The workflowSnapshot contains the resolved node graph. Access nodes and edges:

$snapshot = $request->workflowSnapshot;
$nodes    = $snapshot->getNodes();   // array of NodeSnapshot objects
$edges    = $snapshot->getEdges();   // array of edge definitions

Step 3: Understand OrchestrationResponse

use Drupal\flowdrop_orchestration\DTO\Orchestrator\OrchestrationResponse;

// Successful execution with data:
return new OrchestrationResponse(
  success: TRUE,
  executionId: $this->generateExecutionId(),
  data: ['result' => 'value'],
);

// Failed execution:
return new OrchestrationResponse(
  success: FALSE,
  executionId: $this->generateExecutionId(),
  error: 'Reason the orchestration failed',
  data: [],
);

Step 4: Add a Configuration Form (Optional)

Override buildConfigurationForm() to expose settings in the trigger configuration UI:

use Drupal\Core\Form\FormStateInterface;

public function buildConfigurationForm(
  array $form,
  FormStateInterface $form_state,
  array $settings,
): array {
  // Include the base form fields (priority, timeout).
  $form = parent::buildConfigurationForm($form, $form_state, $settings);

  $form['webhook_url'] = [
    '#type'          => 'url',
    '#title'         => $this->t('Webhook URL'),
    '#description'   => $this->t('URL to POST results to on completion.'),
    '#default_value' => $settings['webhook_url'] ?? '',
    '#required'      => TRUE,
  ];

  return $form;
}

public function submitConfigurationForm(
  array $form,
  FormStateInterface $form_state,
): array {
  $values = parent::submitConfigurationForm($form, $form_state);

  $formValues = $form_state->getValue('orchestrator_settings') ?? [];
  $values['webhook_url'] = $formValues['webhook_url'] ?? '';

  return $values;
}

public function getDefaultConfiguration(): array {
  return array_merge(parent::getDefaultConfiguration(), [
    'webhook_url' => '',
  ]);
}

Step 5: Handling Interrupts

If your orchestrator supports interrupt_support, catch FlowDropInterruptException during execution:

use Drupal\flowdrop_orchestration\Exception\FlowDropInterruptException;
use Drupal\flowdrop_orchestration\Exception\InterruptExceptionInterface;

public function orchestrate(OrchestrationRequest $request): OrchestrationResponse {
  try {
    // ... execute nodes ...
  }
  catch (InterruptExceptionInterface $e) {
    // Workflow paused for user input.

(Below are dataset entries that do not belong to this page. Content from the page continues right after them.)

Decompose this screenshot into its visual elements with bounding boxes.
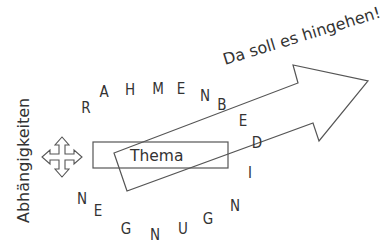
frame-letter: E — [94, 202, 103, 220]
frame-letter: N — [230, 197, 240, 215]
frame-letter: A — [99, 83, 109, 101]
goal-label: Da soll es hingehen! — [221, 3, 383, 69]
diagram-canvas: Thema Da soll es hingehen! Abhängigkeite… — [0, 0, 385, 250]
frame-letter: N — [200, 87, 210, 105]
dependencies-label: Abhängigkeiten — [14, 98, 33, 223]
topic-label: Thema — [129, 147, 183, 165]
frame-letter: E — [239, 112, 248, 130]
frame-letter: B — [217, 96, 226, 114]
frame-letter: G — [121, 220, 131, 238]
four-way-arrows-icon — [42, 137, 82, 177]
frame-letter: U — [178, 220, 188, 238]
frame-letter: E — [177, 80, 186, 98]
frame-letter: M — [152, 80, 164, 98]
frame-letter: I — [248, 164, 252, 182]
frame-letter: R — [81, 99, 90, 117]
frame-letter: D — [252, 134, 262, 152]
frame-letter: G — [203, 210, 213, 228]
frame-letter: H — [125, 81, 135, 99]
frame-letter: N — [77, 190, 87, 208]
frame-letter: N — [150, 226, 160, 244]
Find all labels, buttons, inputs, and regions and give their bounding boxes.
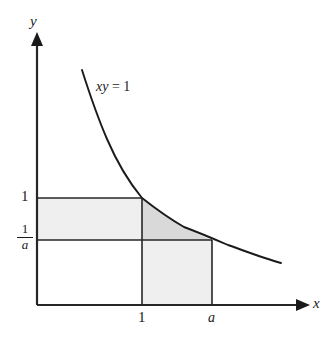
y-axis-arrow-icon (31, 32, 43, 46)
curve-equation-label: xy = 1 (96, 80, 130, 94)
x-axis-arrow-icon (296, 299, 310, 311)
region-lower-rectangle (142, 240, 212, 305)
hyperbola-figure (0, 0, 336, 337)
x-axis-label: x (313, 296, 320, 311)
fraction-denominator: a (17, 238, 33, 253)
y-tick-label-one-over-a: 1 a (17, 222, 33, 253)
x-tick-label-a: a (208, 311, 215, 325)
region-upper-rectangle (37, 198, 142, 240)
curve-equation-variables: xy (96, 79, 108, 94)
x-tick-label-one: 1 (138, 310, 146, 325)
curve-equation-value: = 1 (108, 79, 130, 94)
y-tick-label-one: 1 (21, 189, 29, 204)
y-axis-label: y (30, 14, 37, 29)
fraction-numerator: 1 (17, 222, 33, 236)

Save checkpoint and return.
    return new OrchestrationResponse(
      success: TRUE,
      executionId: $e->getExecutionId(),
      data: ['status' => 'paused', 'interrupt_id' => $e->getInterruptId()],
    );
  }
}

Verifying Your Orchestrator Is Discovered

After enabling your module:

drush php:eval "
  \$manager = \Drupal::service('flowdrop_orchestration.plugin_manager');
  print_r(array_keys(\$manager->getDefinitions()));
"

Your orchestrator ID should appear in the list. It will also appear in the orchestrator selector when configuring trigger nodes in the visual editor.